English
 
Help Privacy Policy Disclaimer
  Advanced SearchBrowse

Item

ITEM ACTIONSEXPORT

Released

Journal Article

Persistent epigenetic memory impedes rescue of the telomeric phenotype in human ICF iPSCs following DNMT3B correction

MPS-Authors
/persons/resource/persons237993

Gagliardi,  Miriam
RG Genomics of Complex Diseases, Max Planck Institute of Psychiatry, Max Planck Society;

External Resource
No external resources are shared
Fulltext (restricted access)
There are currently no full texts shared for your IP range.
Fulltext (public)
There are no public fulltexts stored in PuRe
Supplementary Material (public)
There is no public supplementary material available
Citation

Toubiana, S., Gagliardi, M., Papa, M., Manco, R., Tzukerman, M., Matarazzo, M. R., et al. (2019). Persistent epigenetic memory impedes rescue of the telomeric phenotype in human ICF iPSCs following DNMT3B correction. eLife, 8: e47859. doi:10.7554/eLife.47859.

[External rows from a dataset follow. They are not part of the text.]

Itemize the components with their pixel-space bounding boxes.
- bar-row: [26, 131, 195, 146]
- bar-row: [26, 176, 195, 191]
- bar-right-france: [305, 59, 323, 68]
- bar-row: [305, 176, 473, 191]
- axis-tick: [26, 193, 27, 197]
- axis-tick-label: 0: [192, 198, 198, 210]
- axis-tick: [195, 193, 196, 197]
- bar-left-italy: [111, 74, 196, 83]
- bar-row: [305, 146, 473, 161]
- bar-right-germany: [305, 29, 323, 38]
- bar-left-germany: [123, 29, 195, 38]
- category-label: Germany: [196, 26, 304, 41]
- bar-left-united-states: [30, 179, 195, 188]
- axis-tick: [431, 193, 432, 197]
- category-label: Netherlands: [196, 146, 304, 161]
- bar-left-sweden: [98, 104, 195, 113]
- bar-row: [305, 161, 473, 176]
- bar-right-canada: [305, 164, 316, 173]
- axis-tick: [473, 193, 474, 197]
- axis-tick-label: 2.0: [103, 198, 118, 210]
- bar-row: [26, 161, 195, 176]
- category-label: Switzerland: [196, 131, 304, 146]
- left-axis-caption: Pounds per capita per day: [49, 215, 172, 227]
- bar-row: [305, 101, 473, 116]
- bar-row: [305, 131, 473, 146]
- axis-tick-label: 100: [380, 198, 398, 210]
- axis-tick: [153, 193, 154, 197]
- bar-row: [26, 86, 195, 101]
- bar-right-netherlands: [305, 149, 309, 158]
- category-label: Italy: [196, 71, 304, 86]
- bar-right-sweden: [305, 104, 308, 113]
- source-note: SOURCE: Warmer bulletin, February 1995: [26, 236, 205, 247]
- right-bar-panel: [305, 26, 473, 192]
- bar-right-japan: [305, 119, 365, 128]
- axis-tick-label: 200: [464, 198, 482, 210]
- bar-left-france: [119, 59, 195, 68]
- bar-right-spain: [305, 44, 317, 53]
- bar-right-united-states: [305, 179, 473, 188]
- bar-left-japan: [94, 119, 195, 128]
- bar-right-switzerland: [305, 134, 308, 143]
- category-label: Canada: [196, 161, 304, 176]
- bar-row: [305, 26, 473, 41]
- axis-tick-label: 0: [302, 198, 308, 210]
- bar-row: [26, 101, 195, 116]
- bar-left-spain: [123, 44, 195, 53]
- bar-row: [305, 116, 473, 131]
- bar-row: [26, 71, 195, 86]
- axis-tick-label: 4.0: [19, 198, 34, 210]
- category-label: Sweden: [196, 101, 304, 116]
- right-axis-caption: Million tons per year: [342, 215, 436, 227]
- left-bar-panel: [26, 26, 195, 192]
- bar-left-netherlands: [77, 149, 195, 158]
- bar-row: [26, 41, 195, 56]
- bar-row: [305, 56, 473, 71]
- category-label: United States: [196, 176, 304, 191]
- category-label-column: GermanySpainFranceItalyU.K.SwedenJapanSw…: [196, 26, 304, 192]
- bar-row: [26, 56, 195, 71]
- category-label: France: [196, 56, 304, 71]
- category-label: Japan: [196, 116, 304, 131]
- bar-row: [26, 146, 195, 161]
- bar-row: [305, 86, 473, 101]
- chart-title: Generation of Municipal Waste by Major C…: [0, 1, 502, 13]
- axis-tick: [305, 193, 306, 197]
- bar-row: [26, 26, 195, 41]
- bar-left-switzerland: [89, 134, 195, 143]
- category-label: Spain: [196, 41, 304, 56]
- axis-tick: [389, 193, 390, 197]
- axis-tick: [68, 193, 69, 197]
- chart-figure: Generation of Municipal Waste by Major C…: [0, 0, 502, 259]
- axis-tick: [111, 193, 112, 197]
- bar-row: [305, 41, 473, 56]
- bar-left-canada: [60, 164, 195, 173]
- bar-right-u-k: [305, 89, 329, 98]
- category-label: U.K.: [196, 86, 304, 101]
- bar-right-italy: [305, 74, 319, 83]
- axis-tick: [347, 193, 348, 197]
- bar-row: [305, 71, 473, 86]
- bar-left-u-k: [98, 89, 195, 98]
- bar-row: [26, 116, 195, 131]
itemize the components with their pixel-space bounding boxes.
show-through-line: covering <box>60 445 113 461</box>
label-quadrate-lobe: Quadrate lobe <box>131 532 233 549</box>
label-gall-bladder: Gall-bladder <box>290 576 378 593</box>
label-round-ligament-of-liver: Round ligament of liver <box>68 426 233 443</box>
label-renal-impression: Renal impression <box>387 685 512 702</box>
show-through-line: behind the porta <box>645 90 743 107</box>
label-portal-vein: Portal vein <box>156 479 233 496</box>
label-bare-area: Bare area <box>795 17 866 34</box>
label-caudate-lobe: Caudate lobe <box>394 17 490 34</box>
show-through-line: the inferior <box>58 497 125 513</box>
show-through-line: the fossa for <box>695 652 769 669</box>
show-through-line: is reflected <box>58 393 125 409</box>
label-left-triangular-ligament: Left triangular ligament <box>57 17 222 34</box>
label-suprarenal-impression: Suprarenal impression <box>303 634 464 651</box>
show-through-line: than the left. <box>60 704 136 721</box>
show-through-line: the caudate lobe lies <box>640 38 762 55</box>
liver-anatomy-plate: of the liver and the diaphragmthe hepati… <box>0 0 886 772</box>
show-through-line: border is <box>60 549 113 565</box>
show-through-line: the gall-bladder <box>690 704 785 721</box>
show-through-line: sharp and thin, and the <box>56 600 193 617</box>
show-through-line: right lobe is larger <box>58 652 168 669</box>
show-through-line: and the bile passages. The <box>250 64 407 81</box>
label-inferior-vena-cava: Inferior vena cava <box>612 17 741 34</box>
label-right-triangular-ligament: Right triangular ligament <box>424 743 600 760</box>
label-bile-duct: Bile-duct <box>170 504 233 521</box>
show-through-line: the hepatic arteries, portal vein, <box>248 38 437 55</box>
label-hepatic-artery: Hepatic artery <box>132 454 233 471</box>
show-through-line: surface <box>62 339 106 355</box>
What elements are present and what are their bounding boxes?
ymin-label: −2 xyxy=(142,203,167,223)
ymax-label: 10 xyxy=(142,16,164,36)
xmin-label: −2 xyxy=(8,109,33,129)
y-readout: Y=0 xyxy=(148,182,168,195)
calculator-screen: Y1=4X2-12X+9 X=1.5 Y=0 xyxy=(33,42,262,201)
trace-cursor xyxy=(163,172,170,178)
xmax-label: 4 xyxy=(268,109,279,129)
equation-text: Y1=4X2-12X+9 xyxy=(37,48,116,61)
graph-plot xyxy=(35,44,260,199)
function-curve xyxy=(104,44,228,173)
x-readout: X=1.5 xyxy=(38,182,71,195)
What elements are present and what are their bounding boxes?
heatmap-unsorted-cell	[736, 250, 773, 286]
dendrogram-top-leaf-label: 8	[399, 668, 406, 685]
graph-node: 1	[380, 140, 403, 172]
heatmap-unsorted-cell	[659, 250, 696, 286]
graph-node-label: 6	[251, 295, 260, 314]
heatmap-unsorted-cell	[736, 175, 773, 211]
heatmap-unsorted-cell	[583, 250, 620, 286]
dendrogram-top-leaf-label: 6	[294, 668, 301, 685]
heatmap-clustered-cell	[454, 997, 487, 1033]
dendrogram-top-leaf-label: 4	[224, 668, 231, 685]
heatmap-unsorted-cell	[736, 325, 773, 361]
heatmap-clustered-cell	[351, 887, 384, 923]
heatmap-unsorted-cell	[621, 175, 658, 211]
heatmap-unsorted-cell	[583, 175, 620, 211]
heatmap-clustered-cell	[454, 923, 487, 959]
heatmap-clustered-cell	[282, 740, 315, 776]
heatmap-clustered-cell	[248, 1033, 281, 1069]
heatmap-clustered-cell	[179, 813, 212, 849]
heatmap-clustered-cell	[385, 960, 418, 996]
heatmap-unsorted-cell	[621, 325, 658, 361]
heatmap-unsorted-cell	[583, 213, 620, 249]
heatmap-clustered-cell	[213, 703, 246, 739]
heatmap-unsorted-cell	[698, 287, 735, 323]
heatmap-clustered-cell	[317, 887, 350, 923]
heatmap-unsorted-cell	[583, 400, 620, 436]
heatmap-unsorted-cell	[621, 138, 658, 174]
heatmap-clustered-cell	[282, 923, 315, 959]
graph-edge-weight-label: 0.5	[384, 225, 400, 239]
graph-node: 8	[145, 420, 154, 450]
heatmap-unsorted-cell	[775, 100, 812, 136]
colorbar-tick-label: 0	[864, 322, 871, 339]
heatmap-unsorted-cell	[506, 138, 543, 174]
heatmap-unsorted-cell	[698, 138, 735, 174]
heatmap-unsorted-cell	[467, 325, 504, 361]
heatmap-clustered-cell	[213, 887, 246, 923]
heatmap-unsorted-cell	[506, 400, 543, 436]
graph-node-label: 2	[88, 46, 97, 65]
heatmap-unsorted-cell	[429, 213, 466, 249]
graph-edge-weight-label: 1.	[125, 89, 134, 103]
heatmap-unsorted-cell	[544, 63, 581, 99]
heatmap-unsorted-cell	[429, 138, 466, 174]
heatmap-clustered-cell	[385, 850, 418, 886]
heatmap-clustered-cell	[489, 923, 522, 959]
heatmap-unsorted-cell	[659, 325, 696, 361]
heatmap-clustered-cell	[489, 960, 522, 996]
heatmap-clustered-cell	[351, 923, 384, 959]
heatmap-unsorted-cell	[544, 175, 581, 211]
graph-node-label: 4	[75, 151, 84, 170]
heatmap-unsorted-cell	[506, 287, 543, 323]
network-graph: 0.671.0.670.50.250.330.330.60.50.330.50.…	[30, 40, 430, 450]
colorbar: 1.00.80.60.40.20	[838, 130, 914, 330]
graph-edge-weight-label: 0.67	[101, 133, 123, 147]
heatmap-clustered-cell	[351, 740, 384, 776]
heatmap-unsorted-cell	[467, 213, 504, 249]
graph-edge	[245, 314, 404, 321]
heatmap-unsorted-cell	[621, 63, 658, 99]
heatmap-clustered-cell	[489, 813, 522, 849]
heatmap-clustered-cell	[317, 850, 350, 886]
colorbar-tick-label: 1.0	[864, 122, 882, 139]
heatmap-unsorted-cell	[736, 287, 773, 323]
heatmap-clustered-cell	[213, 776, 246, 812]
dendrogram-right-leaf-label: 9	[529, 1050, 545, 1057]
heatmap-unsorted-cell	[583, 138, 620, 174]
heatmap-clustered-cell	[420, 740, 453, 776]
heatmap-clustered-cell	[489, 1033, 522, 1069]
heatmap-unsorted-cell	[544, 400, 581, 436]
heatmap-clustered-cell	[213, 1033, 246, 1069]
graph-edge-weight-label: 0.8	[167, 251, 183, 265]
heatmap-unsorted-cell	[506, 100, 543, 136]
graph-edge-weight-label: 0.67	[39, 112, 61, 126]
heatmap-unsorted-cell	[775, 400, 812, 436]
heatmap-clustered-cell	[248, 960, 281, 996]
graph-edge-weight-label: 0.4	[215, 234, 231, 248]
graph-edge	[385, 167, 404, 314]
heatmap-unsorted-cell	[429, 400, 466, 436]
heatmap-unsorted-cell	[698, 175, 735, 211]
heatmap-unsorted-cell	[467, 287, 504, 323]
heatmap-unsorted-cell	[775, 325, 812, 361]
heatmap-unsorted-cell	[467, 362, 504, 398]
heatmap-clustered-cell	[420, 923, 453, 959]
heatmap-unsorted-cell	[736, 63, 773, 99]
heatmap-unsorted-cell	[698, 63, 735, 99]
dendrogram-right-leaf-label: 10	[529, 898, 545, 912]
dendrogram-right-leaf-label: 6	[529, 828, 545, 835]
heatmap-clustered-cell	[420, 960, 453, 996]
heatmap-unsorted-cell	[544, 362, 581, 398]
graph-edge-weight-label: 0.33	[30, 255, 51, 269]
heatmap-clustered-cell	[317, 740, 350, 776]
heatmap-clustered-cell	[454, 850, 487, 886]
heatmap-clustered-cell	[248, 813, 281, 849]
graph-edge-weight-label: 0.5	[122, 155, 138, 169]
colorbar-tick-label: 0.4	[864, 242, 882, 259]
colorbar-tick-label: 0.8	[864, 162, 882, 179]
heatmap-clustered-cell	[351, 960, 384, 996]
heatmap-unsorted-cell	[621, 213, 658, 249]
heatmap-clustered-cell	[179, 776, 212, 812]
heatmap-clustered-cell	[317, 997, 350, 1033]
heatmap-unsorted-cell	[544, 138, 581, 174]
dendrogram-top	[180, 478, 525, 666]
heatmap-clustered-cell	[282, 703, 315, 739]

Cite as: https://hdl.handle.net/21.11116/0000-0005-F982-F
Abstract
DNA methyltransferase 3B (DNMT3B) is the major DNMT that methylates mammalian genomes during early development. Mutations in human DNMT3B disrupt genome-wide DNA methylation patterns and result in ICF syndrome type 1 (ICF1). To study whether normal DNA methylation patterns may be restored in ICF1 cells, we corrected DNMT3B mutations in induced pluripotent stem cells from ICF1 patients. Focusing on repetitive regions, we show that in contrast to pericentromeric repeats, which reacquire normal methylation, the majority of subtelomeres acquire only partial DNA methylation and, accordingly, the ICF1 telomeric phenotype persists. Subtelomeres resistant to de novo methylation were characterized by abnormally high H3K4 trimethylation (H3K4me3), and short-term reduction of H3K4me3 by pharmacological intervention partially restored subtelomeric DNA methylation. These findings demonstrate that the abnormal epigenetic landscape established in ICF1 cells restricts the recruitment of DNMT3B, and suggest that rescue of epigenetic diseases with genome-wide disruptions will demand further manipulation beyond mutation correction.